For the last two decades of his working life he turned his talents to jigsaws, helping to design and market iconic wooden puzzles for a friend. When the company (The Wentworth Wooden Jigsaw Company) finally took off, he stepped back with typical modesty, to make way for someone ‘who knew what they were doing!’ This freed him up to play golf and tennis, both of which he did several times a week with great enthusiasm. Sadly, he never wrote another book but “Ironing John” remains a testament to his wit and wisdom - and his surgically keen eye for the ridiculous. He neither wanted nor achieved fame and fortune but he was a gentle, kind and wholly successful human being, and a much-loved husband, father and grandfather and friend. His death leaves the world a very much poorer place. He died surrounded by his family, at home in Wiltshire, after suffering prostate cancer.

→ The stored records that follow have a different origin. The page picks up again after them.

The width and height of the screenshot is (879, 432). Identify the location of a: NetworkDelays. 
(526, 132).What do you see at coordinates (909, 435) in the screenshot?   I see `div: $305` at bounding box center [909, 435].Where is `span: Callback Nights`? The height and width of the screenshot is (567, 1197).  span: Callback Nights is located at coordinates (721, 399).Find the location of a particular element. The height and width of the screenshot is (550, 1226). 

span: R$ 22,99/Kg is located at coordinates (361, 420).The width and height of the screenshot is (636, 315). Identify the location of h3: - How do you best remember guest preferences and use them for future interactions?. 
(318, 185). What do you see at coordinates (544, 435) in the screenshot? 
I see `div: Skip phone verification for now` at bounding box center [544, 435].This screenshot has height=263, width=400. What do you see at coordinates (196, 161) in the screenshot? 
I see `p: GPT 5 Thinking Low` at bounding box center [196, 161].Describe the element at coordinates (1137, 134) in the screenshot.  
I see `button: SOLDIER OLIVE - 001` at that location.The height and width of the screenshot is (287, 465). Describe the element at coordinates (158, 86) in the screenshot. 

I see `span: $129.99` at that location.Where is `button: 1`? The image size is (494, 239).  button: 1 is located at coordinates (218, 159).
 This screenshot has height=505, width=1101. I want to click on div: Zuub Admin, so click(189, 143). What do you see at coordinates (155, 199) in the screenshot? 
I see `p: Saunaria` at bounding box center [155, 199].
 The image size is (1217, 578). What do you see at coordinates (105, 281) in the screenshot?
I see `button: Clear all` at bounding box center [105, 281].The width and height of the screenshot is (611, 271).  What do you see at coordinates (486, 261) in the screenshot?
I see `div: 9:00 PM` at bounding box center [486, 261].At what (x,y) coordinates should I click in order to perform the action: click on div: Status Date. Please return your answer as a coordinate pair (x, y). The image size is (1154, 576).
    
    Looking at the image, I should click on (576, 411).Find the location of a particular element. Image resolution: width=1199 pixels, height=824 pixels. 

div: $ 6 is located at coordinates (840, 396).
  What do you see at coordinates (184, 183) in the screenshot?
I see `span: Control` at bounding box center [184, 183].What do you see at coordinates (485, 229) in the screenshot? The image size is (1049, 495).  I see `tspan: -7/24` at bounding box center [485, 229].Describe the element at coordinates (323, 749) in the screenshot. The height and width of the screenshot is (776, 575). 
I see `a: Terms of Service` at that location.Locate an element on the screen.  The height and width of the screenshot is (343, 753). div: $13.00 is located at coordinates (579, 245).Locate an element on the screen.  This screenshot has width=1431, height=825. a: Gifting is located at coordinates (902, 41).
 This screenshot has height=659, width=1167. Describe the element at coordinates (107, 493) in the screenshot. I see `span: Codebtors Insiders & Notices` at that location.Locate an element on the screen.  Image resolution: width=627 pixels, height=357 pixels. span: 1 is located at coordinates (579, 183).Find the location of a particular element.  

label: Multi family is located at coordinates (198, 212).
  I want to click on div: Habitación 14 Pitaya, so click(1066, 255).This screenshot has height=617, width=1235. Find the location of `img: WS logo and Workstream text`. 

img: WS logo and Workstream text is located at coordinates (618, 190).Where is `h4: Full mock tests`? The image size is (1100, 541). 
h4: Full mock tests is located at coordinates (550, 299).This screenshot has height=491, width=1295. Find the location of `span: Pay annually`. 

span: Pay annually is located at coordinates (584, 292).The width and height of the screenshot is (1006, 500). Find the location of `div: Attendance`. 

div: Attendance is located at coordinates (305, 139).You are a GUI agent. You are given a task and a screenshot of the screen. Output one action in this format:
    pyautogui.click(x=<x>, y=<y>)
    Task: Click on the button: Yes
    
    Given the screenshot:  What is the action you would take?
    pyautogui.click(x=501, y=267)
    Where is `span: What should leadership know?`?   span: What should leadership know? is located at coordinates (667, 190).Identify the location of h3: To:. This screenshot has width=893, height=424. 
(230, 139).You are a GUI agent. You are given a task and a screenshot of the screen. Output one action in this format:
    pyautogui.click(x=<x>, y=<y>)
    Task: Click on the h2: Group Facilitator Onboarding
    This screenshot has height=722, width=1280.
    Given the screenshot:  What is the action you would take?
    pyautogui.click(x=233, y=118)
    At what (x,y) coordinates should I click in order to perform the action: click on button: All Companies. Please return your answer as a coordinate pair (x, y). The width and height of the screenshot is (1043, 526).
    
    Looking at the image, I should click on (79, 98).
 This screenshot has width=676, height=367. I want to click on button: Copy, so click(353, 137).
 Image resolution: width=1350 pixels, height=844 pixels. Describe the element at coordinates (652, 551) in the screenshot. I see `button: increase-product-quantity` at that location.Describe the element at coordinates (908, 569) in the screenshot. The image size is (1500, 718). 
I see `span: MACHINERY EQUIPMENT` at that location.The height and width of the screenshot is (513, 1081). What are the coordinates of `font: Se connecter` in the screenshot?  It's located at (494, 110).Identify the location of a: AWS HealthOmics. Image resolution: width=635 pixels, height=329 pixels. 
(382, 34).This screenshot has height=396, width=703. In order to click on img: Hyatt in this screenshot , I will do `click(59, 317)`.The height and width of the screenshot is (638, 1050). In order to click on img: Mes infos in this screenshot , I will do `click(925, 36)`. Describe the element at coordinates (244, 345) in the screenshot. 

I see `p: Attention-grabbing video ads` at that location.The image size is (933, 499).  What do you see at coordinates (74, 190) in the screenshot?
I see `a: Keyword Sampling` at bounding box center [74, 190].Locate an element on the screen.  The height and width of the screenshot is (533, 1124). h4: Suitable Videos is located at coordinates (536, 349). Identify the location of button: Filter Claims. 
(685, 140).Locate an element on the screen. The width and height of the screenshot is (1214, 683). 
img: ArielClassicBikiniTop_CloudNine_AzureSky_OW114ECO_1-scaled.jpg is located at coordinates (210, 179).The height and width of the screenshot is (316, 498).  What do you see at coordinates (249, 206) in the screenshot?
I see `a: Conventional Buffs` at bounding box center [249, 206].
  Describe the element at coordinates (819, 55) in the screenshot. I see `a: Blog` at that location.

It tells you that Fred was utterly, wholeheartedly and in every other way totally committed to the ideal of not judging anyone or anything at all, especially not just at face value. He was the very personification of a forgiving God. It tells you about Fred’s enormous faith. Always present, right there on his sleeve, but never on a ladle to be forced down anyone’s throat! It tells you that Fred had the courage to do what he thought was right. The positioning of this alter is now a permanent monument to that fact in the early days of Fred’s tenure as chaplain at Michaelhouse, he was told that he could not and must not move the altar from where it was positioned much further back in the apse. My story of Fred is probably not all that different to yours. It’s one of humor, vigor, principle, wisdom, and humility. He gave all of those things, by the bucketful, to anyone who asked. Not because he was frivolous or shallow, but because he cared and was generous. You just knew that you didn’t have to clamor for Fred’s attention in a crowded room, he would get to you, and he would give you all the time in the world when he did. Fred just knew everyone, and not just their names. He could give them a biblical reference even… so and so.. son of so and so… son of son and so… Fred was up for anything. When he and Anne were out in the karoo Wilderness, I phoned him up and asked if he would be interested in a project which involved 18 hours of driving, early mornings, climbing through fences, traipsing through wet fields and no pay. Who’s going to be there Murr he wanted to know. Not because he would only make the commitment if big names were going to be in on it, but because he was already trawling his memory banks for a lark and an anecdote. No surprises, he knew everyone involved in the project, except one 13-year-old boy who within the first morning had been assigned his biblical lineage and his eyes out on stalks because of all the stories about his grandpa and great uncle that Fred had regaled him with.

RIP, James.

Written by Seamus Smyth & John Bates

MCBRIDE, PETER Born 1954, Died 2022 Michaelhouse, 1967-1970 PITOUT, FATHER FRED Born 1948, Died 2022 Michaelhouse, 1962-1965

In 1990 I was the recipient of the D Block Divinity Prize. Not because of any tremendous spiritual depth on my part. If anything, I probably ranked amongst the most spectacular lowlights of Fred’s evangelizing effort. The award probably tells you a whole lot more about the man who made it than about the spotty, defiant boy who received it. It tells you about Fred’s sense of humour – not just in his choice of a recipient but also in the fact that he was tickled pink by my choice of a book prize: Fugitive from the far side by Gary Larson.